_TO DO_
Lift out each line of the data that holds "will".

_EXERCISE DATA_
○ ○ ○
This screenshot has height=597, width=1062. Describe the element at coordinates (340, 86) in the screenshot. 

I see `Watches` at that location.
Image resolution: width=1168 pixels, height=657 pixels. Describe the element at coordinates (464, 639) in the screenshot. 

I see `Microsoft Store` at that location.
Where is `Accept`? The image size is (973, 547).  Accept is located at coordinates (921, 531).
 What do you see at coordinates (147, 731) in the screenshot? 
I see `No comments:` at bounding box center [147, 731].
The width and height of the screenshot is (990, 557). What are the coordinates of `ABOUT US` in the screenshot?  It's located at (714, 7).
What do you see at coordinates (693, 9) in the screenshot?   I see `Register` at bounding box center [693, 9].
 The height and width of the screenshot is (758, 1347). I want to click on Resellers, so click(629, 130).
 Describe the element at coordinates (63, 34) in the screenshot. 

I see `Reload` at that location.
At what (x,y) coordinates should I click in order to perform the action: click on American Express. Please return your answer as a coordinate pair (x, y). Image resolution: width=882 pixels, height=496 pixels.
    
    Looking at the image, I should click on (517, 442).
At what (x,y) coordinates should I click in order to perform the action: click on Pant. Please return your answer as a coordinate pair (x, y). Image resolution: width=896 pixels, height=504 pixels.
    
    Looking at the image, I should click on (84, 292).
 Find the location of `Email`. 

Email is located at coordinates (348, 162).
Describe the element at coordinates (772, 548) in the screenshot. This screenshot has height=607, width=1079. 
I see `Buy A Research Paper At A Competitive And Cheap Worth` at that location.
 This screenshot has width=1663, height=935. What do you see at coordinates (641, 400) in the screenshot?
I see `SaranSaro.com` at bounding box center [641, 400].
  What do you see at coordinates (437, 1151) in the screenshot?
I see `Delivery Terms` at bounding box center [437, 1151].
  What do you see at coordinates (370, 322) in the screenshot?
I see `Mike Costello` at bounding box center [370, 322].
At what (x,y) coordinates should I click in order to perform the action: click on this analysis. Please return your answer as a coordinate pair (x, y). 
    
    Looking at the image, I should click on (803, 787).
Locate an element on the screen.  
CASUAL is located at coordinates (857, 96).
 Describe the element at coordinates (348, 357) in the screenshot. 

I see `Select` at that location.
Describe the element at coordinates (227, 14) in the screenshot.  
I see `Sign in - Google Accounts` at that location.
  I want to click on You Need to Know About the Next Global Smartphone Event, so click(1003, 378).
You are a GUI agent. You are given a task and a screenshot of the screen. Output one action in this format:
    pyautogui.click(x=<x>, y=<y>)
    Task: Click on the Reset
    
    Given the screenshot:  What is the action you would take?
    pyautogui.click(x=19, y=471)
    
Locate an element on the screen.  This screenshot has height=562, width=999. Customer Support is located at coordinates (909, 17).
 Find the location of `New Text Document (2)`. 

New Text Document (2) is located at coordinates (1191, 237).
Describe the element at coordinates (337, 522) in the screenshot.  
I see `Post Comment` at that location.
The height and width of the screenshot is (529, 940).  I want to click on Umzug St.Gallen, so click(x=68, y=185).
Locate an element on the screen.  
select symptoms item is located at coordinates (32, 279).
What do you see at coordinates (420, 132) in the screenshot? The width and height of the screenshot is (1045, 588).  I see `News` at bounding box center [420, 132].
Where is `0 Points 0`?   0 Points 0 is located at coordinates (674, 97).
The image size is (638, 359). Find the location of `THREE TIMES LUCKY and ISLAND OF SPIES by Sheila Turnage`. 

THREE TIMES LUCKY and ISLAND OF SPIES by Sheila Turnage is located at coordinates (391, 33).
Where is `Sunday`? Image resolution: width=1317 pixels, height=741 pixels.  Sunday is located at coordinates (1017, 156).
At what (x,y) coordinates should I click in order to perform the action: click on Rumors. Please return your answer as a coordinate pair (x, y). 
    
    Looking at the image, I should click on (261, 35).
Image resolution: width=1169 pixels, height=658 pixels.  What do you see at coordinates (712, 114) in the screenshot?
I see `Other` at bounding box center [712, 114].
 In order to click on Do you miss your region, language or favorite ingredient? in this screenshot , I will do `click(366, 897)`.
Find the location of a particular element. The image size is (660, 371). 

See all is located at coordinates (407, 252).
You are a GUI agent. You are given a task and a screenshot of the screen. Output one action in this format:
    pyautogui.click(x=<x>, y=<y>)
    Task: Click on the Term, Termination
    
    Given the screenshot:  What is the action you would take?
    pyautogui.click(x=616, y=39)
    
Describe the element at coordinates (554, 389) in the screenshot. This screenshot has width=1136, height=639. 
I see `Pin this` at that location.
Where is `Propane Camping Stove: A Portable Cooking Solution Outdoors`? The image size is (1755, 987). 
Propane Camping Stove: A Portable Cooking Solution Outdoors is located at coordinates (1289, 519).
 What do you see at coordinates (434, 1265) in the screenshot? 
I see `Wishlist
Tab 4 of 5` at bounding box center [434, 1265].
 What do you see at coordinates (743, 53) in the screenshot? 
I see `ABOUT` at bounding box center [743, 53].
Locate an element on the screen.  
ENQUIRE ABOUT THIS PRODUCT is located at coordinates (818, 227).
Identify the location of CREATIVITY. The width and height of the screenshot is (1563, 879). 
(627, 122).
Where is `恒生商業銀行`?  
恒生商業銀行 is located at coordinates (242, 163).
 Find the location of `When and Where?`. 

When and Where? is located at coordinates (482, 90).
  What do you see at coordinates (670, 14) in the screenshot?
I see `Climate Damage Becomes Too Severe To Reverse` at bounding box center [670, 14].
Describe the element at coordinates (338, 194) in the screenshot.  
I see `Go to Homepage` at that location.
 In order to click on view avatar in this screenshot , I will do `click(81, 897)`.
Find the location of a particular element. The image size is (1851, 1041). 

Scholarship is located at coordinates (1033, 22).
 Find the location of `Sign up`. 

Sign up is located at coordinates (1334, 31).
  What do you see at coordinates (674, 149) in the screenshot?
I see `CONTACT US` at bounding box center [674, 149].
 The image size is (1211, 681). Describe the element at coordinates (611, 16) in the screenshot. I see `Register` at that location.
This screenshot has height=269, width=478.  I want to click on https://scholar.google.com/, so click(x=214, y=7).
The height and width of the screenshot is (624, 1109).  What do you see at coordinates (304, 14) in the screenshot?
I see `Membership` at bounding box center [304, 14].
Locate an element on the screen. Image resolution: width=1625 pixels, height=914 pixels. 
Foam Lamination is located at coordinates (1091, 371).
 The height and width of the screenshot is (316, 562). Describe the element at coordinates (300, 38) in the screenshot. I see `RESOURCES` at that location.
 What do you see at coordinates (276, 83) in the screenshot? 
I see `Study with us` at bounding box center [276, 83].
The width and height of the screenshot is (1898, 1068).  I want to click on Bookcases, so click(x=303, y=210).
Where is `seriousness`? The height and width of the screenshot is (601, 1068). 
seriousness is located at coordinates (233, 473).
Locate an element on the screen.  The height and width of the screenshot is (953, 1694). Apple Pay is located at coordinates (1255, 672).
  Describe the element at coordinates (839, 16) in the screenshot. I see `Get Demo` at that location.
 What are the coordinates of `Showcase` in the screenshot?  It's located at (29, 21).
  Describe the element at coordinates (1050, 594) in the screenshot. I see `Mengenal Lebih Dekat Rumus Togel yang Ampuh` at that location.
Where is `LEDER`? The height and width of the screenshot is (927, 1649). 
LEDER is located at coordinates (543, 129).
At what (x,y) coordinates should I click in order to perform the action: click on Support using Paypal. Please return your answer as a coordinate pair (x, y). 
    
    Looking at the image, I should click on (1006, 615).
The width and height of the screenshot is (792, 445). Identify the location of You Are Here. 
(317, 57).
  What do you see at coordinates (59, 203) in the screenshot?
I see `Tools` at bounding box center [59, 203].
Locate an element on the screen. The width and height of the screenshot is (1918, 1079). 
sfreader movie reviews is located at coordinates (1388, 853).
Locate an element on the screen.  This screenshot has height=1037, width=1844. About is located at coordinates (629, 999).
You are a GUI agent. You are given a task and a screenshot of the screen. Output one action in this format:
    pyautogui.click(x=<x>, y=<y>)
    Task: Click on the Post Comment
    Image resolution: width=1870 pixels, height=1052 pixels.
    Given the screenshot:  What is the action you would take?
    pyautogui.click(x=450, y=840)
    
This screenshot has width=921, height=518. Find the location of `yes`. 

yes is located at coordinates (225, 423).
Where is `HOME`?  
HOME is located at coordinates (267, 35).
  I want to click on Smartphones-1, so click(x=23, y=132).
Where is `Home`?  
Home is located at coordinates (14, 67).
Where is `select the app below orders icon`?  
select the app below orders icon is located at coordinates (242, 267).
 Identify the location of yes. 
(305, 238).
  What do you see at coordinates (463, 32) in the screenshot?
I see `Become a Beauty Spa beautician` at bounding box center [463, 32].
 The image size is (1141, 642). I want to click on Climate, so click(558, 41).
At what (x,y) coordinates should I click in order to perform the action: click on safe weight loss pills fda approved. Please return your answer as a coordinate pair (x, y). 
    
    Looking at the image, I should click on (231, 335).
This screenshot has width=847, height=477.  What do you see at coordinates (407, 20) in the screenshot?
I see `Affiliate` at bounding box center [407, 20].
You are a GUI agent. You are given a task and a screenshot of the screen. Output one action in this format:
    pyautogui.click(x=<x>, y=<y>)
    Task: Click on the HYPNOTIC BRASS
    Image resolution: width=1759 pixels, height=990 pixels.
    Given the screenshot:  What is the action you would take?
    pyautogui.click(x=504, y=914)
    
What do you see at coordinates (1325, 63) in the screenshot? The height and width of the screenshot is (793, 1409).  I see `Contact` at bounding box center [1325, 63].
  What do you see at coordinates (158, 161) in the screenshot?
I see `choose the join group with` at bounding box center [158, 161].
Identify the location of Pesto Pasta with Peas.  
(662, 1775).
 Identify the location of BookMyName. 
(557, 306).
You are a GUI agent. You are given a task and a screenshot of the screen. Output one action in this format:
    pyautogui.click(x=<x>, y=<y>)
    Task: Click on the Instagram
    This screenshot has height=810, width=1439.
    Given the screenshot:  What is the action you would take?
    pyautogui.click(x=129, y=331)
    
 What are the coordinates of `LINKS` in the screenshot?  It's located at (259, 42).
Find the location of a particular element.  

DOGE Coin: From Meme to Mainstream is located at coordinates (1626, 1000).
○ ○ ○
_TASK OUTPUT_
 In order to click on Do you miss your region, language or favorite ingredient? in this screenshot , I will do `click(366, 897)`.
 In order to click on view avatar in this screenshot , I will do `click(81, 897)`.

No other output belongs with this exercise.